In Tibble v. Edison Internation, The U.S. District Court for the Central District of California also awarded electronic discovery costs. Edison prevailed on 11 claims while the plaintiffs prevailed on one part of an ERISA claim. While both parties sought an award of costs as the prevailing party, the court determined that the Edison "prevailed in the substantial part of the litigation."
The defendants' submitted for approximately $530,000 in electronic discovery, specifically requesting that the costs for "utilizing the expertise of computer technicians" to unearth computerized data sought by the plaintiffs' discovery requests. The opinion differentiated between costs incurred "merely for the convenience of counsel" and those "necessarily incurred in responding to . . . discovery requests." The court ruled that the costs necessarily incurred were in fact taxable. While ultimately, the court declined to award attorney's fees, rendering the defendants' request for taxation of costs moot; effectively the court granted the request for taxation of costs as an offset up to the amount of any attorney fee award.
In re Aspartame Antitrust Litigation, the U.S. District Court for the Eastern District of Pennsylvania upheld the taxation of most of the $575,000 in electronic discovery costs that had been awarded by the Clerk against the losing plaintiff’s. The basis for the ruling was that costs incurred, other than attorneys’ fees, have a “heavy presumption” of being automatically taxed and awarded to the prevailing party according to legislative history. This presumption forces the non-prevailing party to bear the burden of demonstrating the opposite, that costs should not be awarded. The plaintiffs claimed: an inability to pay, the lawsuit was brought in good faith, that the costs sought were not sufficiently explained, and that the costs were incurred as a result of the defendants' bad faith.
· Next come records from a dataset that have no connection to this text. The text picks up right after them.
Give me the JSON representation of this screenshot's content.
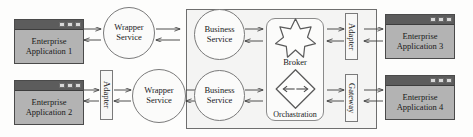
{
  "diagram": {
    "colors": {
      "app_body": "#b3b3b3",
      "app_titlebar": "#5c5c5c",
      "outer_container": "#f4f4f3",
      "stroke": "#6e6e6e",
      "text": "#1a1a1a"
    }
  },
  "apps": [
    {
      "id": "app1",
      "line1": "Enterprise",
      "line2": "Application 1"
    },
    {
      "id": "app2",
      "line1": "Enterprise",
      "line2": "Application 2"
    },
    {
      "id": "app3",
      "line1": "Enterprise",
      "line2": "Application 3"
    },
    {
      "id": "app4",
      "line1": "Enterprise",
      "line2": "Application 4"
    }
  ],
  "wrappers": [
    {
      "id": "wrapper1",
      "line1": "Wrapper",
      "line2": "Service"
    },
    {
      "id": "wrapper2",
      "line1": "Wrapper",
      "line2": "Service"
    }
  ],
  "business_services": [
    {
      "id": "bus1",
      "line1": "Business",
      "line2": "Service"
    },
    {
      "id": "bus2",
      "line1": "Business",
      "line2": "Service"
    }
  ],
  "connectors": {
    "adapter_left": "Adapter",
    "adapter_right": "Adapter",
    "gateway": "Gateway"
  },
  "core_shapes": {
    "broker_label": "Broker",
    "orchestration_label": "Orchastration"
  }
}
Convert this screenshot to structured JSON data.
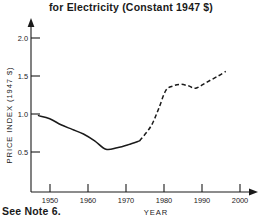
{
  "chart_data": {
    "type": "line",
    "title": "for Electricity (Constant 1947 $)",
    "xlabel": "YEAR",
    "ylabel": "PRICE INDEX (1947 $)",
    "xlim": [
      1945,
      2004
    ],
    "ylim": [
      0.0,
      2.2
    ],
    "xticks": [
      1950,
      1960,
      1970,
      1980,
      1990,
      2000
    ],
    "xtick_labels": [
      "1950",
      "1960",
      "1970",
      "1980",
      "1990",
      "2000"
    ],
    "yticks": [
      0.5,
      1.0,
      1.5,
      2.0
    ],
    "ytick_labels": [
      "0.5",
      "1.0",
      "1.5",
      "2.0"
    ],
    "grid": false,
    "legend": "none",
    "series": [
      {
        "name": "Historical price index (solid)",
        "style": "solid",
        "x": [
          1947,
          1950,
          1953,
          1956,
          1959,
          1962,
          1965,
          1968,
          1971,
          1974
        ],
        "values": [
          1.0,
          0.96,
          0.88,
          0.82,
          0.76,
          0.67,
          0.56,
          0.58,
          0.62,
          0.67
        ]
      },
      {
        "name": "Projected price index (dashed)",
        "style": "dashed",
        "x": [
          1974,
          1977,
          1979,
          1981,
          1983,
          1985,
          1987,
          1989,
          1992,
          1995,
          1997
        ],
        "values": [
          0.67,
          0.86,
          1.08,
          1.33,
          1.39,
          1.41,
          1.39,
          1.36,
          1.44,
          1.52,
          1.58
        ]
      }
    ],
    "annotations": [
      "See Note 6."
    ]
  },
  "footer": {
    "note": "See Note 6."
  }
}
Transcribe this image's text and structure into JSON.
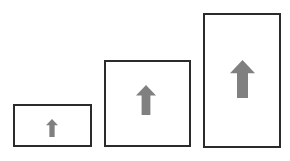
{
  "diagram": {
    "canvas": {
      "width": 290,
      "height": 161,
      "background": "#ffffff"
    },
    "style": {
      "box_border_color": "#2b2b2b",
      "box_border_width": 2,
      "box_fill": "#ffffff",
      "arrow_fill": "#808080"
    },
    "items": [
      {
        "name": "small",
        "label": "Small box with up arrow",
        "box": {
          "x": 13,
          "y": 104,
          "width": 79,
          "height": 43
        },
        "arrow": {
          "x": 46,
          "y": 119,
          "width": 12,
          "height": 18,
          "direction": "up"
        }
      },
      {
        "name": "medium",
        "label": "Medium box with up arrow",
        "box": {
          "x": 104,
          "y": 60,
          "width": 87,
          "height": 87
        },
        "arrow": {
          "x": 136,
          "y": 85,
          "width": 20,
          "height": 30,
          "direction": "up"
        }
      },
      {
        "name": "large",
        "label": "Large box with up arrow",
        "box": {
          "x": 203,
          "y": 13,
          "width": 78,
          "height": 135
        },
        "arrow": {
          "x": 230,
          "y": 60,
          "width": 25,
          "height": 38,
          "direction": "up"
        }
      }
    ]
  }
}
The Clerk did not find these arguments persuasive and dismissed them.
The court upheld the majority of clerk's award, noting that "in cases of this complexity, electronic discovery saves costs overall by allowing discovery to be conducted in an efficient and cost-effective manner." Allowable costs included: the creation of a litigation database, storage of data, imaging of hard drives, keyword searches, privilege screen searches, deduplication, data recovery, data extraction, data processing, running documents through an optical character recognition (OCR) program, creating load files, creating production CDs and DVDs, and the technical support required to complete these tasks. This is a formidable list of allowable costs. The court reduced the costs submitted for scanning documents since there was no valid reason that all documents needed to be scanned in color. The court denied the costs for the use of clustering software, for converting documents from TIFF into PDF format, finding such costs were incurred for solely for the convenience of counsel,, since the parties had agreed to production in TIFF, PDF, or native format, document branding and Bates labeling. This case lays out a fairly comprehensive list of what the courts are beginning to delineate as reasonable recoverable costs.
Some Preliminary Conclusions
• Since there is a strong presumption in favor of awarding costs to the prevailing party, and argument to refute those costs must be extremely strong and well documented.
• All parties engaged in litigation should be prepared to pay an opponent’s EDiscovery costs (at least a substantial portion), if you receive a negative ruling.
• Attorneys and clients need to include an estimate of these costs during their Early Case Assessment meetings where discussions focus on the costs and benefits of litigating a claim.
• Discovery requests should be crafted conservatively, with a focus on the key information needed, rather than broad-based data gathering.
• Whenever possible, negotiated a joint EDiscovery plan that limits the data gathered by:
o restricting custodians
o shortening time frames
o developing joint search term lists
o developing data filtering and sampling parameters.
• If a cost sharing agreement is reached, make sure that it is detailed and that both sides understand the commitments made under the agreement. If there is a possibility a party may seek costs for a shared hosted review database, a clause should be put into the agreement about cost-shifting for a prevailing party. The time to raise this issue is during a Rule 26(f) meet and confer meeting, not after the litigation ahs concluded.. As always, the devil is in the details and if it is not written down, it is highly unlikely that it will be remembered the same way by opposing parties.
• Perhaps most importantly, counsel needs to keep accurate records on the costs involved in each step of the EDiscovery process. When and if the Court requests details on your costs, you need to be prepared to provide them.